General H.R. McMaster recently published an op-ed in the New York Times on the folly of thinking war can be easily won, and the intellectual gymnastics policy makers will do to maintain that illusion. As I read his analysis, many of his observations are germane when thinking about the drive to “tech-up” peacekeeping operations. McMaster’s critique focuses on the U.S. defense establishment’s recent failure to account for the political and human dynamics of warfare, wrongly assuming that technological superiority would win the day. While the peacekeeping community has realized that local human and political dynamics do affect mission success, there is a similar trend toward focusing on mission efficiency through technology acquisition and application.

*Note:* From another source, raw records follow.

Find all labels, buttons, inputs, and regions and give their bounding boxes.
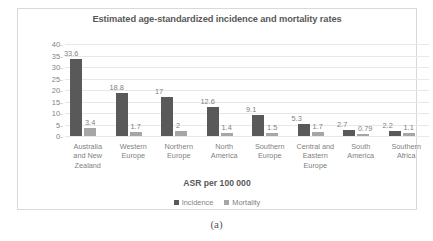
y-tick-mark — [60, 68, 63, 69]
y-tick-mark — [60, 80, 63, 81]
bar-value-label: 1.1 — [404, 124, 414, 132]
chart-legend: IncidenceMortality — [18, 198, 416, 207]
x-category-line: Africa — [397, 151, 416, 160]
y-axis-tick-labels: 4035302520151050 — [38, 39, 62, 142]
bar-incidence[interactable] — [343, 130, 355, 136]
x-category-line: Southern — [391, 142, 421, 151]
bar-value-label: 17 — [155, 88, 163, 96]
y-tick-mark — [60, 137, 63, 138]
bar-group: 12.61.4 — [202, 44, 248, 136]
bar-value-label: 12.6 — [201, 98, 215, 106]
x-category-label: SouthernEurope — [247, 142, 293, 161]
bar-mortality[interactable] — [403, 133, 415, 136]
x-category-line: North — [215, 142, 233, 151]
x-category-line: Europe — [258, 151, 282, 160]
x-category-line: America — [347, 151, 374, 160]
bar-group: 18.81.7 — [111, 44, 157, 136]
y-tick-mark — [60, 45, 63, 46]
bar-value-label: 1.4 — [222, 124, 232, 132]
bar-value-label: 9.1 — [246, 106, 256, 114]
bar-incidence[interactable] — [116, 93, 128, 136]
x-category-label: NorthAmerica — [202, 142, 248, 161]
legend-label: Mortality — [232, 198, 260, 207]
legend-swatch-icon — [224, 200, 229, 205]
x-category-label: Central andEasternEurope — [293, 142, 339, 170]
bar-group: 5.31.7 — [293, 44, 339, 136]
x-category-label: WesternEurope — [111, 142, 157, 161]
bar-value-label: 33.6 — [64, 50, 78, 58]
legend-label: Incidence — [182, 198, 214, 207]
y-tick-label: 25 — [52, 75, 60, 84]
y-axis-title: World areas — [0, 37, 4, 107]
bar-value-label: 1.5 — [267, 124, 277, 132]
y-tick-label: 20 — [52, 86, 60, 95]
chart-frame: Estimated age-standardized incidence and… — [17, 8, 417, 210]
x-category-label: Australiaand NewZealand — [65, 142, 111, 170]
x-category-line: Western — [120, 142, 147, 151]
bar-incidence[interactable] — [298, 124, 310, 136]
bar-group: 2.21.1 — [384, 44, 430, 136]
x-category-label: SouthernAfrica — [384, 142, 430, 161]
figure-caption: (a) — [0, 218, 433, 230]
y-tick-label: 10 — [52, 109, 60, 118]
x-category-line: Northern — [165, 142, 193, 151]
x-category-line: Central and — [296, 142, 334, 151]
legend-swatch-icon — [174, 200, 179, 205]
bar-group: 9.11.5 — [247, 44, 293, 136]
bar-value-label: 1.7 — [313, 123, 323, 131]
x-category-line: America — [211, 151, 238, 160]
bar-value-label: 2 — [176, 122, 180, 130]
bar-mortality[interactable] — [312, 132, 324, 136]
y-tick-mark — [60, 103, 63, 104]
bar-group: 33.63.4 — [65, 44, 111, 136]
bar-incidence[interactable] — [161, 97, 173, 136]
bar-mortality[interactable] — [84, 128, 96, 136]
x-category-line: and New — [73, 151, 102, 160]
plot-area: 33.63.418.81.717212.61.49.11.55.31.72.70… — [65, 44, 429, 137]
y-tick-mark — [60, 91, 63, 92]
bar-mortality[interactable] — [221, 133, 233, 136]
bar-group: 172 — [156, 44, 202, 136]
legend-item-mortality[interactable]: Mortality — [224, 198, 260, 207]
x-category-line: Australia — [74, 142, 102, 151]
bar-incidence[interactable] — [207, 107, 219, 136]
bar-value-label: 1.7 — [131, 123, 141, 131]
y-tick-label: 35 — [52, 52, 60, 61]
figure-container: Estimated age-standardized incidence and… — [0, 0, 433, 241]
bar-value-label: 2.7 — [337, 121, 347, 129]
x-category-line: Southern — [255, 142, 285, 151]
y-tick-label: 5 — [56, 121, 60, 130]
bar-mortality[interactable] — [175, 131, 187, 136]
bar-value-label: 0.79 — [358, 125, 372, 133]
y-tick-mark — [60, 57, 63, 58]
bar-incidence[interactable] — [70, 59, 82, 136]
x-axis-category-labels: Australiaand NewZealandWesternEuropeNort… — [65, 142, 429, 176]
y-tick-mark — [60, 126, 63, 127]
bar-value-label: 18.8 — [110, 84, 124, 92]
x-category-line: Eastern — [303, 151, 328, 160]
gridline — [65, 136, 429, 137]
chart-title: Estimated age-standardized incidence and… — [18, 14, 416, 24]
x-category-line: Europe — [303, 161, 327, 170]
bar-mortality[interactable] — [357, 134, 369, 136]
x-category-line: Europe — [121, 151, 145, 160]
x-category-label: NorthernEurope — [156, 142, 202, 161]
bar-value-label: 3.4 — [85, 119, 95, 127]
bar-group: 2.70.79 — [338, 44, 384, 136]
y-tick-label: 40 — [52, 40, 60, 49]
legend-item-incidence[interactable]: Incidence — [174, 198, 214, 207]
x-category-line: Europe — [167, 151, 191, 160]
x-category-line: Zealand — [75, 161, 101, 170]
x-axis-title: ASR per 100 000 — [18, 178, 416, 188]
bar-incidence[interactable] — [389, 131, 401, 136]
bar-mortality[interactable] — [130, 132, 142, 136]
y-tick-label: 15 — [52, 98, 60, 107]
bar-value-label: 2.2 — [383, 122, 393, 130]
x-category-label: SouthAmerica — [338, 142, 384, 161]
bar-incidence[interactable] — [252, 115, 264, 136]
y-tick-label: 0 — [56, 132, 60, 141]
y-tick-mark — [60, 114, 63, 115]
bar-mortality[interactable] — [266, 133, 278, 136]
bar-value-label: 5.3 — [292, 115, 302, 123]
x-category-line: South — [351, 142, 370, 151]
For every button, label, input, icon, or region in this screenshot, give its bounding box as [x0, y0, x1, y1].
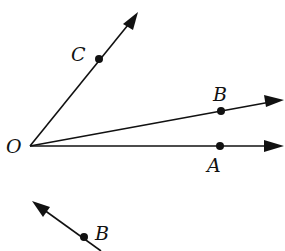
- point-b: [217, 107, 225, 115]
- point-c: [95, 55, 103, 63]
- label-b: B: [212, 83, 227, 105]
- ray-through-b: B: [32, 201, 109, 251]
- point-a: [216, 142, 224, 150]
- arrowhead-icon: [264, 140, 284, 152]
- label-o: O: [6, 135, 22, 157]
- label-a: A: [205, 154, 221, 176]
- label-b2: B: [94, 222, 109, 244]
- ray-oc: C: [30, 12, 138, 146]
- ray-b-line: [40, 207, 101, 251]
- geometry-diagram: C B A O B: [0, 0, 285, 251]
- label-c: C: [71, 43, 86, 65]
- diagram-svg: C B A O B: [0, 0, 285, 251]
- ray-ob-line: [30, 101, 276, 146]
- ray-oa: A: [30, 140, 284, 176]
- ray-ob: B: [30, 83, 284, 146]
- arrowhead-icon: [264, 95, 284, 107]
- ray-oc-line: [30, 20, 132, 146]
- point-b2: [80, 233, 88, 241]
- arrowhead-icon: [32, 201, 50, 217]
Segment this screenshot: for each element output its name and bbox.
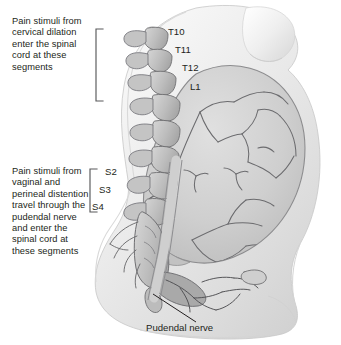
segment-label-s4: S4 — [92, 202, 104, 212]
cervical-segment-bracket — [96, 29, 103, 101]
figure-canvas: Pain stimuli from cervical dilation ente… — [0, 0, 341, 345]
segment-label-l1: L1 — [190, 82, 201, 92]
segment-label-s3: S3 — [99, 185, 111, 195]
annotation-pudendal-nerve: Pudendal nerve — [146, 322, 213, 333]
callout-cervical-dilation: Pain stimuli from cervical dilation ente… — [12, 16, 96, 73]
callout-pudendal-distention: Pain stimuli from vaginal and perineal d… — [12, 166, 92, 257]
segment-label-s2: S2 — [105, 167, 117, 177]
segment-label-t10: T10 — [168, 27, 185, 37]
segment-label-t12: T12 — [182, 63, 199, 73]
segment-label-t11: T11 — [175, 45, 191, 55]
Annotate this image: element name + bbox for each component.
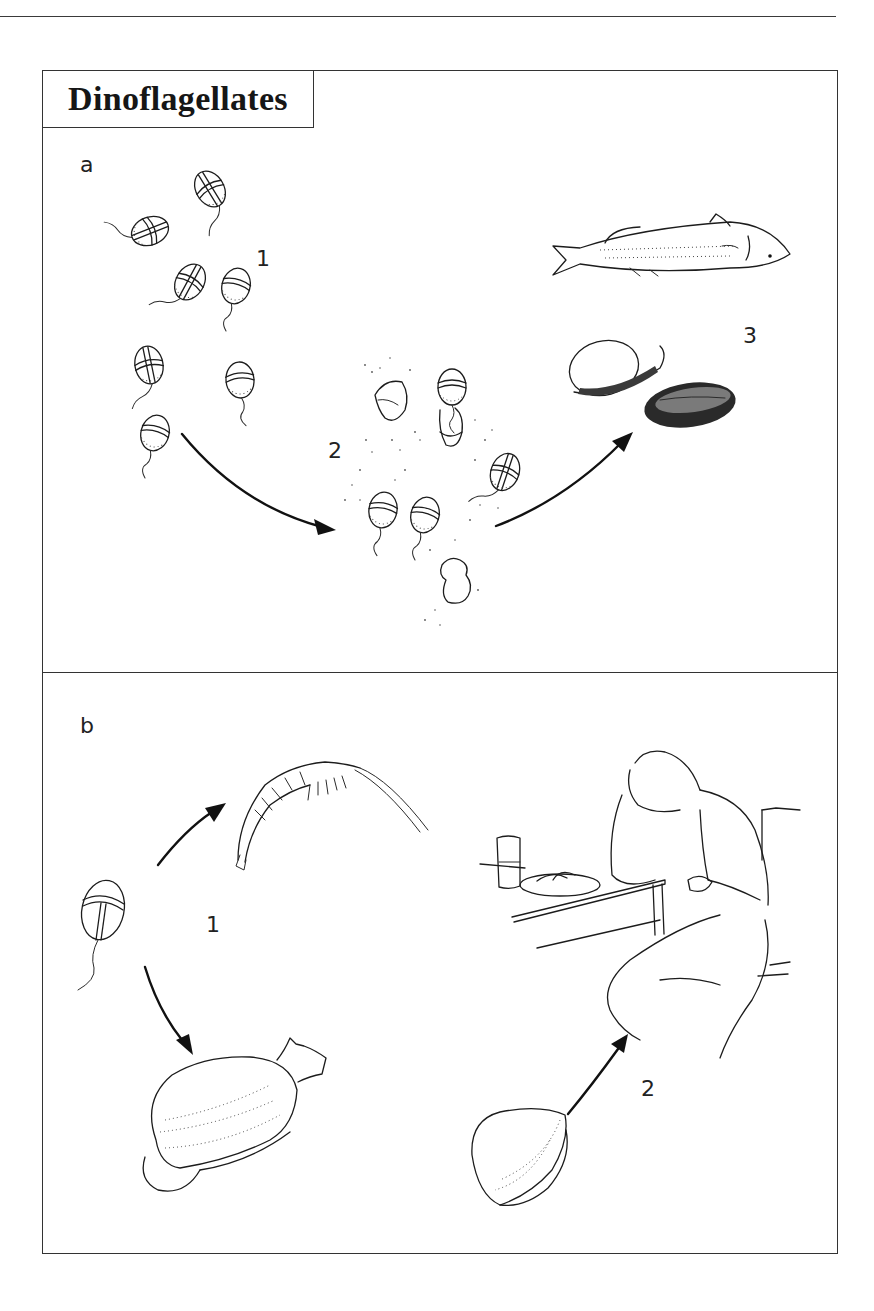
eaten-clam-icon <box>472 1109 567 1206</box>
contaminated-shellfish-icon <box>563 333 738 433</box>
arrow-b-to-shellfish-icon <box>145 967 193 1055</box>
clam-icon <box>143 1038 326 1191</box>
dead-fish-icon <box>553 214 790 276</box>
arrow-b-shellfish-to-person-icon <box>568 1034 628 1114</box>
sick-person-icon <box>480 751 800 1058</box>
arrow-b-to-zooplankton-icon <box>158 803 226 865</box>
zooplankton-shrimp-icon <box>236 762 428 870</box>
arrow-a-1-to-2-icon <box>182 434 336 535</box>
dinoflagellate-icon <box>76 876 130 990</box>
dinoflagellate-bloom-group-2 <box>344 357 525 626</box>
figure-illustrations <box>0 0 874 1311</box>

McMaster explains the three assumptions, all of which were ignored leading up to and during the Iraq and Afghanistan wars: war is political, war is human, and war is unpredictable. While network-centric warfare, technological superiority, and “shock and awe” air campaigns delivered swift tactical success, the political and human dimensions of war were ignored, dimensions that created unpredictability and chaos after the Taliban was routed and Saddam was captured. While the peacekeeping community has done well to recognize the limitations of large-scale technocratic solutions to post-conflict stability, McMaster’s three assumptions of warfare could prove useful when trying to balance technological innovation with political-human aspects of peacekeeping.
Peacekeeping is political. Not just at UN headquarters either; the politics of post-conflict peacebuilding, which includes ceasefires, and peace negotiations are complex. Peacekeeping missions play a major role in monitoring ceasefires and weapons transfers, and must provide a credible commitment to all sides that the others will abide by the ceasefire and terms of the peace. Dr. Walter Dorn, a professor at the Canadian Forces College who specializes in peacekeeping and surveillance technology, has written extensively on how missions have been under-supplied and which technologies would prove useful for enhancing the surveillance and monitoring ability of peacekeepers. This is certainly useful information, but if mission planners forget that the technology must work in support of the the mission’s political goals, not vice versa, then night vision and satellite imaging (etc. etc.) become tools looking for problems to solve, and are a distraction instead of a solution.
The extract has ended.